There aren’t a lot of characters that mean a lot to me. From other people’s writing, sure, but out of the couple dozen names I’ve put down on a page, I can only really tell of three or four that I really, actually care about. They’re all a part of me in some ways, but a lot of them are also just me by rote. There’s ultimately not that much to care about.
But Rainbow Watson, fat British man extraordinaire, is one of the few that I have actual formative memories associated with. One of the few that keeps coming up and trying to slide himself into new projects; one of the ones that make me reconsider if a cast is already too full, or not full enough, and whether I could maybe add someone kinda like that.
So, now, I hope it’s easier to understand why I seem so adamant about telling this guy’s story.
… well, okay, except, all of it was a lie.

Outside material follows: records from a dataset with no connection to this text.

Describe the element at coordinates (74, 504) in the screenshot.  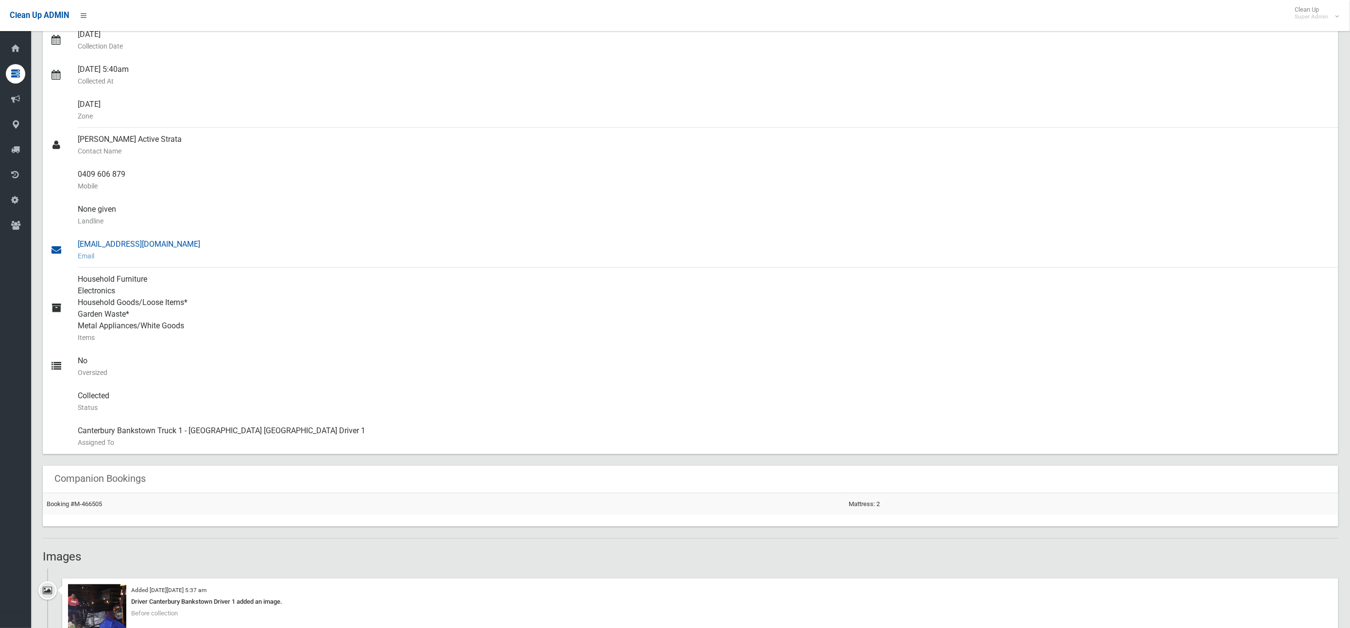
I see `a: Booking #M-466505` at that location.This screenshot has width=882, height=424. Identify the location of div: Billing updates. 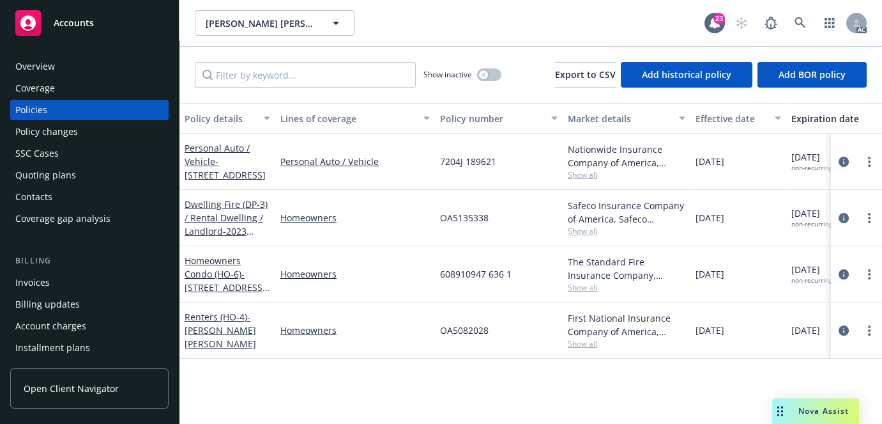
(47, 304).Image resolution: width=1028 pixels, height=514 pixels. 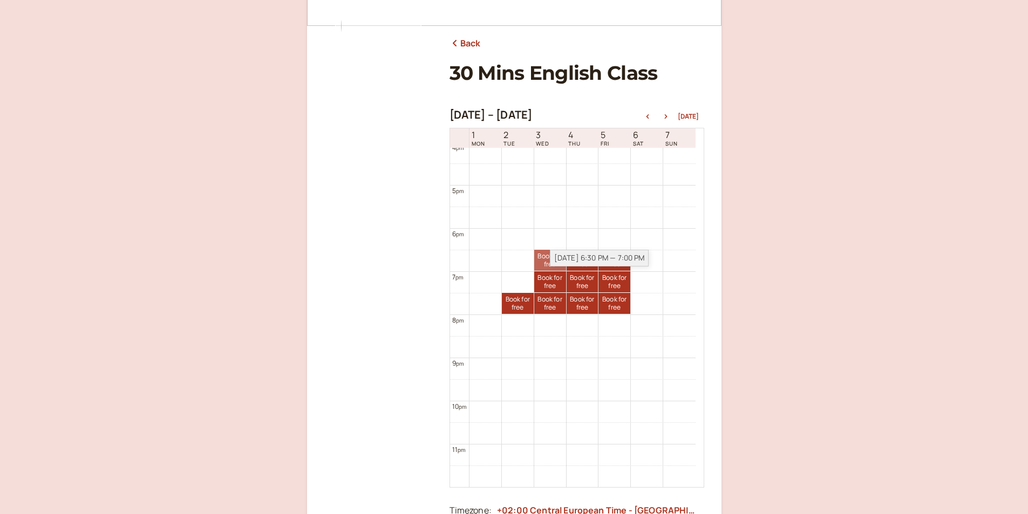 What do you see at coordinates (543, 144) in the screenshot?
I see `span: WED` at bounding box center [543, 144].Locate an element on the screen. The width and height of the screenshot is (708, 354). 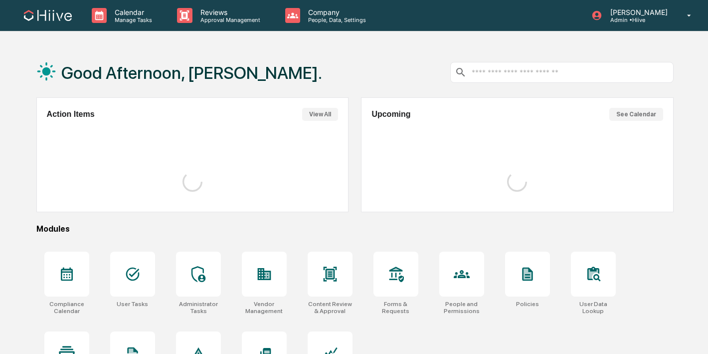
p: Admin • Hiive is located at coordinates (638, 20).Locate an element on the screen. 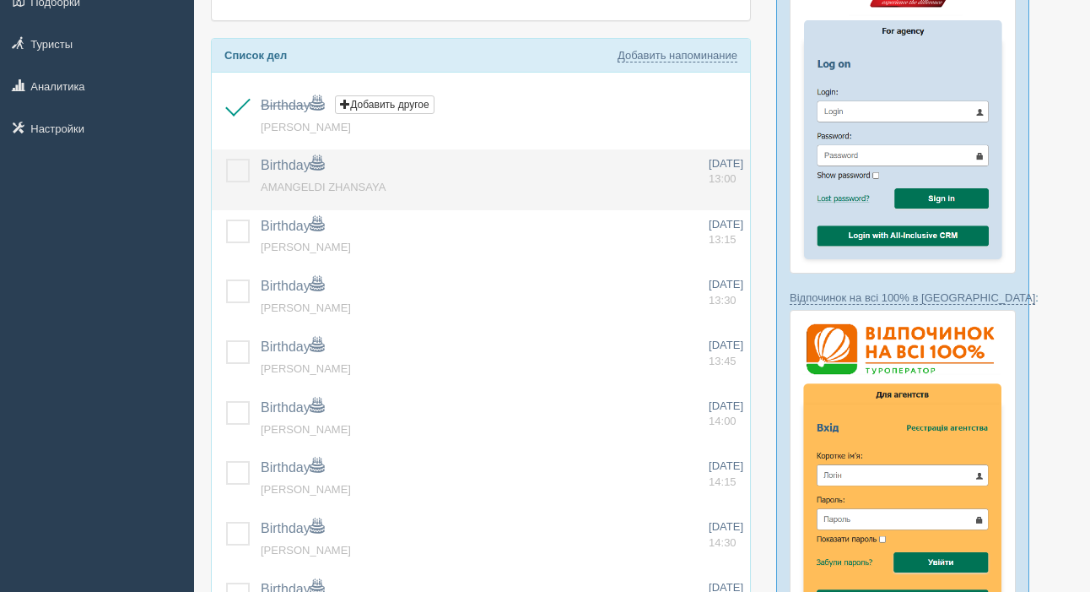  span: 13:00 is located at coordinates (722, 178).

Come on! My dad doesn’t give a shit about my writing — you’ve read my writing! Why would I ever show it to him? You would have had to ignore the entire thing about writing being lying to get hooked into that story!
But god damn it if I didn’t just write a story about Rainbow Watson. This dumb character that’s been stuck in my head ever since I accidentally reverse-engineered fanfiction at age 9. All because of his stupid name! That’s why he’s in my head! Because the word RAINBOW sounded cool when I was a kid, and it still does!
Fuck you, Rainbow Watson! I never have to think about you ever again! I finally did it! I finally wrote a full story about you and someone read it! I’m finally free of having the urge to insert you in everything!
And now he’s with you.

Whether you loved or hated this stupid article, whether you came here accidentally or started reading whatever else I have published — whether you’re here because somehow you typed in the exact set of characters that redirects here, no matter. You have him now.
Rainbow Watson lives in your head now. You know what he is to me. You know what I’ve tried to do in order to get him out of my head. You read me wax philosophical, critique and lie my way into getting rid of his hold on my free time.
And now you have that memory. That annoying, cyclical, condescending memory of that one article you read about a dumb character that had a funny name.
Rainbow Watson just found a new home. See ya later buddy.